Do You Play Or Save Your Best Cartridges


I suspect I am like many here, I have a small collection of cartridges. Until recently I would keep a casual playing cartridge set up and I would save my "good" cartridges for evening listening sessions where I am focusing on listening to music at the listening chair. I always had a casual cartridge mounted on an arm, maybe an Audio Technica OC9 III or something along those lines. These days its either an Ortofon MC3000 II or MC5000. 

 

Earlier this year I finally decided to use the DAC in my Trinov pre amp, and this involved getting a subscription to Roon, and hardwiring the computer and preamp to the router with CAT 6 ethernet cable. The sound is remarkably good, to the point where this can easily be my casual listening format. 

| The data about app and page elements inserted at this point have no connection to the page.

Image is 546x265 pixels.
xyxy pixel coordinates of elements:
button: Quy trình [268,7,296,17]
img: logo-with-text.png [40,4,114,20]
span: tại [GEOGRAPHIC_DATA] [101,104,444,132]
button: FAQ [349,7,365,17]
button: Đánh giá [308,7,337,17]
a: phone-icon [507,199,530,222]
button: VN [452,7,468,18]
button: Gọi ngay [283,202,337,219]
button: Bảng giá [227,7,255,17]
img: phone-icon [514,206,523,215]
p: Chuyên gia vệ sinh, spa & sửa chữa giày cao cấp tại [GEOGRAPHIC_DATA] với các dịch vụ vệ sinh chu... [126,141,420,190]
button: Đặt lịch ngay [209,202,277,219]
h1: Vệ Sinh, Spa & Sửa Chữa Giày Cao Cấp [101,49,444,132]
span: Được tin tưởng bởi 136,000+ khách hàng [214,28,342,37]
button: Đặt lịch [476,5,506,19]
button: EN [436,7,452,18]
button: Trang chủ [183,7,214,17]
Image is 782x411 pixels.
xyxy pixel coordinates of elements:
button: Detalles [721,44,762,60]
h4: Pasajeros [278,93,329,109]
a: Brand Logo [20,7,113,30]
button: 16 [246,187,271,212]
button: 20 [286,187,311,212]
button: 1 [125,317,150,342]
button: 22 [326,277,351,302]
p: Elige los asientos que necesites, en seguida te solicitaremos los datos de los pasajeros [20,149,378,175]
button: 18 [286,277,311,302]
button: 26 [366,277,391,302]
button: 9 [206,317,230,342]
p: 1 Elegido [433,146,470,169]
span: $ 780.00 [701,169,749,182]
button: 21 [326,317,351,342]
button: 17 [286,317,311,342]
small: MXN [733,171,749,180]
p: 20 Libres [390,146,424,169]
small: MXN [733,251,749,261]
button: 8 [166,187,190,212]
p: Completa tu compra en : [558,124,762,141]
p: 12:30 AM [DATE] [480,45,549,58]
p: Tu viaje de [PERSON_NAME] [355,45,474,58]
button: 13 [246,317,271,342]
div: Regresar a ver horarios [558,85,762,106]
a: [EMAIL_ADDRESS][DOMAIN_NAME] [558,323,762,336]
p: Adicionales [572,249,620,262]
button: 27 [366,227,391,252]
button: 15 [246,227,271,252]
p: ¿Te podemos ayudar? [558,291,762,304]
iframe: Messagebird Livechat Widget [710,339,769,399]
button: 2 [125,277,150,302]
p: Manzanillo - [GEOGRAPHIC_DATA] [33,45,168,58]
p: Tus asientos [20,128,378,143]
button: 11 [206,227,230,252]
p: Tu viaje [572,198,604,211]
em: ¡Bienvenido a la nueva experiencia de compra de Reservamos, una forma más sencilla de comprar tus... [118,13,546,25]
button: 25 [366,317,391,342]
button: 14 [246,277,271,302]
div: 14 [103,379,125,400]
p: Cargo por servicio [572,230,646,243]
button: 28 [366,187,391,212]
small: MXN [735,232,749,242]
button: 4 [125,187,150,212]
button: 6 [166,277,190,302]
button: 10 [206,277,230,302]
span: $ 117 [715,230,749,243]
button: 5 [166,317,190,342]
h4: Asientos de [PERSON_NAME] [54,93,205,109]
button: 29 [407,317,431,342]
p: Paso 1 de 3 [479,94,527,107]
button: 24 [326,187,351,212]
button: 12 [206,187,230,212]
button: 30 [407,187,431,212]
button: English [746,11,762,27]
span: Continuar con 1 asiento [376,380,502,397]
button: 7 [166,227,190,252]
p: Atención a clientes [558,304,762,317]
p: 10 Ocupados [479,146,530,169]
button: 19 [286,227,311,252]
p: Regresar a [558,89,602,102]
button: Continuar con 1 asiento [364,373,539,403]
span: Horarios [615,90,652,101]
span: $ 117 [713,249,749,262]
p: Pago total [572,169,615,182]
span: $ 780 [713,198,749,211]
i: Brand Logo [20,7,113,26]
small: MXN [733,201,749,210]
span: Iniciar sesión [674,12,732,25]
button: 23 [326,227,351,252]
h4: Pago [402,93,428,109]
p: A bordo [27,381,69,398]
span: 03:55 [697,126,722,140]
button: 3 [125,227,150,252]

I almost wonder if its necessary to have a casual cartridge. Or should I just play my best ones as often as I want and bite the bullet and know I am getting a new diamond fitted every few years. 

 

Anyone else go through this kind of decision process?

neonknight

When I played a lot of vinyl, I almost always used my best cartridge, with the exception of played some mucked up platters, why wouldn’t you?

I guess an explanation is necessary.

How and why does a habit develop? I have played vinyl since my teens, so this is not new. There was a time when my digital collection was physical, and then later ripped files on a hard drive. However, they did not mirror my record collection, I typically bought distinctly different albums. Yes there is some overlap, but not a great percentage. So at that time digital could not be a casual format playing the same type of music I had on vinyl. Streaming changes that.

So if I wanted to listen casually, let us say I am at the computer, reading a book, or playing on the phone, why would you burn up the hours on your best cartridge? There is an argument for having a lesser cartridge for just casual listening.

I have two decent cartridges, a Transfiguration Audio Proteus and an Ortofon Verismo that are cartridges 1A and B for me. I listen to them quite a bit. But I have a casual cartridge installed on another arm, an Ortofon MC3000 II or 5000 that I can also play. I am considering eliminating them because I can now stream digital and it sound remarkably good.

 

So that is the reasoning behind the thread.

 

I was just curious what others do.

Aside from having a dedicated mono cart ( recommended if you have the wax ) I do see your point vis a vis streaming. But I also think retip costs for a second tier cart are very low so ' spin dem rekords :) '

what does a 10,000 dollar cartridge do better than a $1,000 one?

I don't know, and I am curious. 

and you must be some genius or cyborg if you can handle 150 cartridges in your head with distinct info about their sound.

@grislybutter 

They’re a lot like children. You just don’t forget their sound. So I guess I’m a genius, since I’m not a cyborg. Was listening to a JVC Z-1 with original beryllium canti and nude MR stylus earlier. Listening now to the M97HE with original HE stylus now. M95ED before those. Each one has a lot to love! But my favorite MM cart is not my Grace F-9E. It’s the 1970 ADC 10E MKIV. Amazing imaging I don’t get from the Koetsu or Dynavector. Retipped with a boron canti and nude MR stylus. Tracks at 0.75 grams. It’s a singular best cartridge.